Arguably, I believe that founders should always have these three questions hovering above their product strategies, beyond the ‘first mile’, only embedded more implicitly. Video games do an amazing job in this regard, especially massively multiplayer online role-playing games, or MMORPGs for short.

Why play the game? Find escape and sanctuary to be someone players want to be but can’t in the confines of reality.

What can they accomplish? Achieve that endgame that players see in the trailers and in the tutorial (the onboarding for an MMORPG user). The endgame is self-defined as well. Of course, the game optimizes for the power creep meta endgame. Yet, players can always opt for a ‘destiny’, a story, they find compelling, like becoming a fashionista, a wealthy merchant, a mentor, a content creator, and with faster computing systems and more robust infrastructure, a contributor to the game itself, through user-generated content (UGC). The Steam Workshop is an excellent example of UGC.

What can they do next? Level up their character and gear. Tackle the next quest – main or side – towards something larger than themselves. There’s always a defined goal, as well as actionable steps and additional incentives laid out for the players. This creates high retention value – a reason to stay.

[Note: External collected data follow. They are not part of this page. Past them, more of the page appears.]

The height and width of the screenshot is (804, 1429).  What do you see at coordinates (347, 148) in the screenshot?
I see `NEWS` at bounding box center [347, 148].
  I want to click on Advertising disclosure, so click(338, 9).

The same is true for many other types of genres of multiplayer games – multiplayer online battle arenas (MOBA), battle royale (BR), first-person shooters (FPS), and more. It’s just the narrative of the endgame may change a little towards leaderboard domination. E-sports, content creation, and live streaming then offers a new tier of recognition and endgame for many veteran players.

Back to Marketplaces

I’ve always argued that as a founder, you want to focus on unscalable wins before thinking of scale pre-product-market fit. Focus on the individual experiences. As Li Jin, partner at the reputable a16z, wrote in a post about the passion economy, “[great founders] view individuality as a feature, not a bug.” The best marketplaces, like Uber, Airbnb, and Medium, started off focusing on the unscalable wins for a small individual subset of their potential users. These products offered their early users a reason to stay:

  • (Additional) Incentives and tools, to make their stay worthwhile;
  • Discovery platform to help them grow their brand and customer base, actively and passively;
  • And, subsequent community and network effects.

Early adopters jump on a new product, as fast as they jump off one. They’re finicky. They’re window shoppers, but at the same time, the most willing and likely to try out your product. Luckily and unluckily, the San Francisco Bay Area has no shortage of these folks, and being a tech startup, with its initial user base here, often inflates your early metrics. In short, the goal of your product is to make these technological butterflies fall madly in love with you and your product. That’s the tough part, but it’ll also mean you’ve found product-market fit (PMF).

Where do we find ‘love’?

Instead of a minimum viable product, or MVP, Jiaona Zhang, Senior Director of Product at WeWork, in her First Round Review piece, chases the “pixie dust”, or what I like to call the secret sauce – a truly unique, money-making insight. This magic is found through diligent iteration on consumer feedback, especially in the beta stages of a product. During the beta, users have the serendipity to discover “that magical moment in the user journey where the user realizes that this product is different from anything else they’ve ever experienced”. Her framework, designed from the perspective of the consumer:

Wouldn’t it be cool if users could [a process/action that would 10X their lives]?

What We Learned

The same was true for us at Localwise. Of course, we were motivated by poor retention metrics. But, we learned what businesses truly needed by asking each of them in person, as well as flyering (and getting rejected, or worse, ignored) to college students and to shops. So, still deeply in love with the community we built, we found that need when connecting local talent to SMBs. For businesses with high churn rate with temporary employees and a need to build a brand, that was their reason to stay.